Jul 14, 2017
Funny how a millisecond of memory can transport you to an intense playback in time. An amplified moment when you felt achingly small. I yanked open the heavy glass slider with the power of my annoyance and headed straight for the soil. Potting was a solid way to blank out my brain frenzy. I practically dove headfirst into the speckled blue ceramic pot, floundering to find myself again after an unpleasant curlicue slide down memory lane.
I was officially triggered.
I hoped the hot pocket of patio air would boil my anger out, as I mechanically churned the soil and filled the pot, plucking protruding pebbles and centering a spiny desert dweller in its belly. Today, my go-to mind eraser failed. Fresh soil wasn't enough to ground me back to present. I groped for more distraction, pulling terra cotta pots off the wiry triangular stand wedged in the corner. Distributed the smaller cacti in between the big boys housed in concrete planters. One by one. Everything off the tarnished copper shelf adorned with tacky butterflies and spiraling metal. It was the final relic. A thorn in my side I carried from condo to house to apartment, always sticky with the memory of the uncomfortable source from which it came. I wanted it out and away and gone to somewhere that knew nothing of my resentment toward it. It could have a fresh start and I could stop remembering. Or when I did remember, it wasn't there to fuel my memory and make it larger. Looming over me like the painful mistakes I made back then.
I snapped the shelves into place and folded up its frame. Hauled it to the dumpster and brushed my hands against each other in a dramatic statement of finality. Washing my palms clean of old emotional dust. Knowing the memory would rustle up again, in another way. Maybe it would trigger me. I'd pot a plant. Launch an escape plan. Or do nothing at all. No way was the right way. Every time was different. And it always turned out better in the end.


=== What to do ===
Once you find a line containing the word "Enumerate" in the entries below, copy it.
** Opening Extracted data block **
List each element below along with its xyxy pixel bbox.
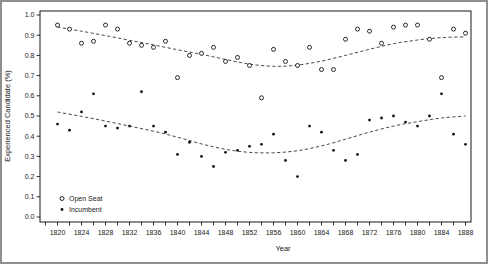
open-seat-point — [428, 37, 432, 41]
incumbent-point — [164, 131, 167, 134]
incumbent-point — [320, 131, 323, 134]
open-seat-point — [92, 39, 96, 43]
open-seat-point — [308, 45, 312, 49]
x-tick-label: 1832 — [122, 229, 138, 236]
incumbent-point — [404, 121, 407, 124]
x-tick-label: 1820 — [50, 229, 66, 236]
x-tick-label: 1860 — [290, 229, 306, 236]
open-seat-point — [176, 76, 180, 80]
incumbent-point — [224, 151, 227, 154]
incumbent-point — [284, 159, 287, 162]
open-seat-point — [68, 27, 72, 31]
incumbent-point — [104, 125, 107, 128]
incumbent-point — [188, 141, 191, 144]
incumbent-point — [176, 153, 179, 156]
open-seat-point — [344, 37, 348, 41]
incumbent-point — [416, 125, 419, 128]
x-tick-label: 1848 — [218, 229, 234, 236]
open-seat-point — [452, 27, 456, 31]
x-tick-label: 1884 — [434, 229, 450, 236]
x-tick-label: 1872 — [362, 229, 378, 236]
x-tick-label: 1856 — [266, 229, 282, 236]
open-seat-point — [212, 45, 216, 49]
y-axis-title: Experienced Candidate (%) — [3, 70, 12, 162]
incumbent-point — [56, 123, 59, 126]
incumbent-point — [272, 133, 275, 136]
incumbent-point — [92, 92, 95, 95]
open-seat-point — [416, 23, 420, 27]
incumbent-point — [368, 119, 371, 122]
incumbent-point — [296, 175, 299, 178]
x-tick-label: 1864 — [314, 229, 330, 236]
open-seat-point — [356, 27, 360, 31]
open-seat-point — [272, 47, 276, 51]
open-seat-point — [368, 29, 372, 33]
incumbent-point — [308, 125, 311, 128]
open-seat-point — [152, 45, 156, 49]
incumbent-point — [236, 149, 239, 152]
x-tick-label: 1824 — [74, 229, 90, 236]
x-tick-label: 1876 — [386, 229, 402, 236]
incumbent-point — [212, 165, 215, 168]
incumbent-point — [140, 90, 143, 93]
open-seat-point — [392, 25, 396, 29]
incumbent-point — [428, 115, 431, 118]
incumbent-point — [68, 129, 71, 132]
incumbent-point — [116, 127, 119, 130]
x-tick-label: 1844 — [194, 229, 210, 236]
y-tick-label: 0.9 — [25, 32, 35, 39]
y-tick-label: 0.3 — [25, 153, 35, 160]
open-seat-point — [464, 31, 468, 35]
plot-area-box — [40, 11, 471, 222]
open-seat-point — [188, 53, 192, 57]
y-tick-label: 1.0 — [25, 11, 35, 18]
open-seat-point — [56, 23, 60, 27]
open-seat-point — [164, 39, 168, 43]
y-tick-label: 0.2 — [25, 173, 35, 180]
legend-open-seat-marker — [60, 197, 64, 201]
incumbent-point — [380, 117, 383, 120]
open-seat-point — [296, 64, 300, 68]
incumbent-point — [344, 159, 347, 162]
incumbent-point — [152, 125, 155, 128]
x-tick-label: 1840 — [170, 229, 186, 236]
open-seat-point — [116, 27, 120, 31]
open-seat-point — [380, 41, 384, 45]
open-seat-point — [284, 59, 288, 63]
incumbent-point — [440, 92, 443, 95]
open-seat-point — [200, 51, 204, 55]
incumbent-point — [392, 115, 395, 118]
open-seat-point — [260, 96, 264, 100]
x-tick-label: 1880 — [410, 229, 426, 236]
incumbent-point — [332, 149, 335, 152]
x-tick-label: 1828 — [98, 229, 114, 236]
y-tick-label: 0.7 — [25, 72, 35, 79]
incumbent-point — [128, 125, 131, 128]
open-seat-point — [404, 23, 408, 27]
figure-frame: 1820182418281832183618401844184818521856… — [0, 0, 488, 264]
x-axis-title: Year — [275, 244, 291, 253]
x-tick-label: 1868 — [338, 229, 354, 236]
legend-incumbent-marker — [61, 208, 64, 211]
open-seat-point — [224, 59, 228, 63]
incumbent-point — [260, 143, 263, 146]
y-tick-label: 0.4 — [25, 133, 35, 140]
open-seat-point — [104, 23, 108, 27]
x-tick-label: 1852 — [242, 229, 258, 236]
incumbent-point — [248, 145, 251, 148]
incumbent-point — [356, 153, 359, 156]
experienced-candidate-scatter-plot: 1820182418281832183618401844184818521856… — [2, 2, 486, 262]
incumbent-point — [464, 143, 467, 146]
open-seat-point — [128, 41, 132, 45]
open-seat-point — [320, 68, 324, 72]
incumbent-point — [200, 155, 203, 158]
legend-label: Incumbent — [69, 206, 102, 213]
incumbent-point — [452, 133, 455, 136]
x-tick-label: 1836 — [146, 229, 162, 236]
open-seat-point — [248, 64, 252, 68]
y-tick-label: 0.5 — [25, 112, 35, 119]
x-tick-label: 1888 — [458, 229, 474, 236]
open-seat-point — [140, 43, 144, 47]
y-tick-label: 0.1 — [25, 193, 35, 200]
open-seat-point — [440, 76, 444, 80]
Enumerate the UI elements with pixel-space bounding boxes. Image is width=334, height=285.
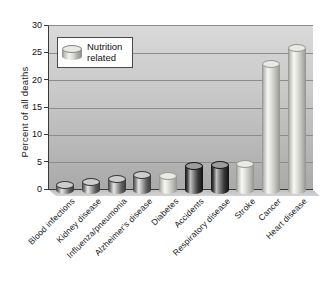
y-tick-label-30: 30 bbox=[0, 20, 42, 30]
bar-influenza-pneumonia bbox=[108, 175, 126, 194]
nutrition-deaths-bar-chart: Percent of all deaths Nutrition related … bbox=[0, 0, 334, 285]
bar-heart-disease bbox=[288, 44, 306, 194]
x-axis-label-stroke: Stroke bbox=[233, 196, 258, 221]
y-tick-label-5: 5 bbox=[0, 157, 42, 167]
y-tick-label-15: 15 bbox=[0, 102, 42, 112]
bar-alzheimer-s-disease bbox=[133, 171, 151, 194]
y-tick-label-10: 10 bbox=[0, 129, 42, 139]
bar-blood-infections bbox=[56, 181, 74, 194]
legend-nutrition-related: Nutrition related bbox=[57, 37, 133, 68]
bar-respiratory-disease bbox=[211, 161, 229, 194]
y-tick-label-20: 20 bbox=[0, 75, 42, 85]
bar-diabetes bbox=[159, 172, 177, 194]
bar-stroke bbox=[236, 160, 254, 194]
y-tick-label-0: 0 bbox=[0, 184, 42, 194]
legend-label: Nutrition related bbox=[87, 42, 122, 63]
bar-accidents bbox=[185, 162, 203, 194]
bar-kidney-disease bbox=[82, 178, 100, 194]
cylinder-icon bbox=[62, 45, 82, 60]
y-tick-label-25: 25 bbox=[0, 47, 42, 57]
bar-cancer bbox=[262, 60, 280, 194]
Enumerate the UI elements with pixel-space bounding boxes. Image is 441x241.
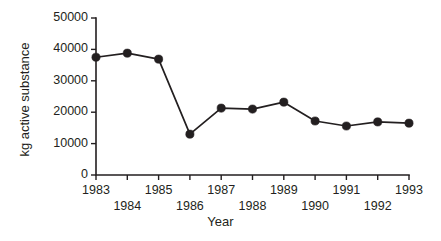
x-tick-label: 1985 xyxy=(137,184,181,197)
x-tick-label: 1986 xyxy=(168,200,212,213)
x-tick-label: 1989 xyxy=(262,184,306,197)
x-axis-title: Year xyxy=(0,214,441,229)
data-point xyxy=(405,119,413,127)
x-tick-label: 1990 xyxy=(293,200,337,213)
series-group xyxy=(92,49,413,138)
data-point xyxy=(92,53,100,61)
data-point xyxy=(123,49,131,57)
x-tick-label: 1988 xyxy=(231,200,275,213)
x-tick-label: 1992 xyxy=(356,200,400,213)
data-point xyxy=(374,118,382,126)
x-tick-label: 1991 xyxy=(324,184,368,197)
x-tick-label: 1984 xyxy=(105,200,149,213)
y-tick-label: 40000 xyxy=(38,42,88,55)
data-point xyxy=(280,98,288,106)
series-markers xyxy=(92,49,413,138)
data-point xyxy=(186,130,194,138)
chart-figure: 01000020000300004000050000 1983198419851… xyxy=(0,0,441,241)
data-point xyxy=(248,105,256,113)
x-tick-label: 1987 xyxy=(199,184,243,197)
y-tick-label: 10000 xyxy=(38,137,88,150)
x-tick-label: 1983 xyxy=(74,184,118,197)
data-point xyxy=(342,122,350,130)
y-tick-label: 30000 xyxy=(38,74,88,87)
y-tick-label: 20000 xyxy=(38,105,88,118)
data-point xyxy=(217,104,225,112)
x-tick-label: 1993 xyxy=(387,184,431,197)
y-tick-label: 50000 xyxy=(38,11,88,24)
axis-lines xyxy=(96,18,409,175)
data-point xyxy=(311,117,319,125)
series-line xyxy=(96,53,409,134)
y-tick-label: 0 xyxy=(38,168,88,181)
data-point xyxy=(155,55,163,63)
y-axis-title: kg active substance xyxy=(17,20,32,180)
axes-group xyxy=(91,18,409,180)
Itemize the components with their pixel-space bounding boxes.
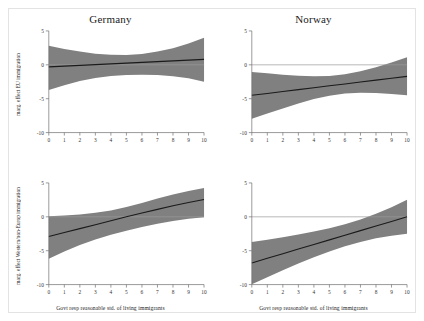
- panel-grid: Germany marg. effect EU immigration 50-5…: [9, 9, 415, 312]
- x-tick-label: 3: [94, 289, 97, 295]
- x-tick-label: 7: [359, 137, 362, 143]
- x-tick-label: 9: [390, 289, 393, 295]
- y-tick-label: 5: [244, 28, 247, 34]
- plot-norway-western: 50-5-10012345678910: [212, 161, 415, 313]
- panel-norway-western: 50-5-10012345678910 Govt resp reasonable…: [212, 161, 415, 313]
- x-tick-label: 3: [297, 137, 300, 143]
- x-tick-label: 1: [63, 137, 66, 143]
- plot-germany-eu: 50-5-10012345678910: [9, 9, 212, 161]
- x-tick-label: 4: [313, 137, 316, 143]
- panel-germany-eu: Germany marg. effect EU immigration 50-5…: [9, 9, 212, 161]
- confidence-band: [49, 188, 204, 259]
- x-tick-label: 3: [94, 137, 97, 143]
- x-tick-label: 1: [266, 137, 269, 143]
- x-tick-label: 5: [328, 289, 331, 295]
- x-tick-label: 8: [172, 137, 175, 143]
- panel-norway-eu: Norway 50-5-10012345678910: [212, 9, 415, 161]
- x-tick-label: 7: [156, 137, 159, 143]
- y-tick-label: -10: [240, 130, 247, 136]
- confidence-band: [252, 57, 407, 118]
- y-tick-label: -10: [37, 130, 44, 136]
- panel-germany-western: marg. effect Western/non-Europ immigrati…: [9, 161, 212, 313]
- x-tick-label: 8: [375, 289, 378, 295]
- x-tick-label: 0: [250, 137, 253, 143]
- x-tick-label: 6: [141, 137, 144, 143]
- x-tick-label: 0: [47, 137, 50, 143]
- x-tick-label: 10: [404, 137, 410, 143]
- x-tick-label: 2: [79, 137, 82, 143]
- x-tick-label: 7: [359, 289, 362, 295]
- y-tick-label: 0: [244, 213, 247, 219]
- y-tick-label: 5: [41, 179, 44, 185]
- xlabel-left: Govt resp reasonable std. of living immi…: [9, 305, 212, 311]
- x-tick-label: 7: [156, 289, 159, 295]
- x-tick-label: 9: [390, 137, 393, 143]
- x-tick-label: 0: [250, 289, 253, 295]
- xlabel-right: Govt resp reasonable std. of living immi…: [212, 305, 415, 311]
- x-tick-label: 6: [344, 289, 347, 295]
- x-tick-label: 2: [282, 137, 285, 143]
- x-tick-label: 1: [266, 289, 269, 295]
- y-tick-label: -5: [39, 247, 44, 253]
- x-tick-label: 9: [187, 289, 190, 295]
- y-tick-label: 0: [41, 62, 44, 68]
- x-tick-label: 8: [375, 137, 378, 143]
- x-tick-label: 5: [125, 137, 128, 143]
- x-tick-label: 9: [187, 137, 190, 143]
- x-tick-label: 10: [404, 289, 410, 295]
- x-tick-label: 0: [47, 289, 50, 295]
- y-tick-label: 0: [244, 62, 247, 68]
- x-tick-label: 3: [297, 289, 300, 295]
- plot-germany-western: 50-5-10012345678910: [9, 161, 212, 313]
- y-tick-label: -10: [240, 281, 247, 287]
- x-tick-label: 5: [328, 137, 331, 143]
- y-tick-label: 0: [41, 213, 44, 219]
- x-tick-label: 10: [201, 289, 207, 295]
- x-tick-label: 5: [125, 289, 128, 295]
- x-tick-label: 6: [344, 137, 347, 143]
- y-tick-label: 5: [41, 28, 44, 34]
- x-tick-label: 2: [282, 289, 285, 295]
- x-tick-label: 4: [313, 289, 316, 295]
- confidence-band: [252, 199, 407, 283]
- y-tick-label: -5: [39, 96, 44, 102]
- x-tick-label: 1: [63, 289, 66, 295]
- confidence-band: [49, 38, 204, 90]
- figure-canvas: Germany marg. effect EU immigration 50-5…: [8, 8, 416, 313]
- x-tick-label: 4: [110, 289, 113, 295]
- y-tick-label: -5: [242, 247, 247, 253]
- plot-norway-eu: 50-5-10012345678910: [212, 9, 415, 161]
- x-tick-label: 2: [79, 289, 82, 295]
- y-tick-label: 5: [244, 179, 247, 185]
- x-tick-label: 6: [141, 289, 144, 295]
- x-tick-label: 4: [110, 137, 113, 143]
- x-tick-label: 10: [201, 137, 207, 143]
- y-tick-label: -10: [37, 281, 44, 287]
- x-tick-label: 8: [172, 289, 175, 295]
- y-tick-label: -5: [242, 96, 247, 102]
** Closing Extracted data block **
=== Solution ===
Enumerate the UI elements with pixel-space bounding boxes. Image is width=334, height=285.
Enumerate the UI elements with pixel-space bounding boxes. Image is 441x241.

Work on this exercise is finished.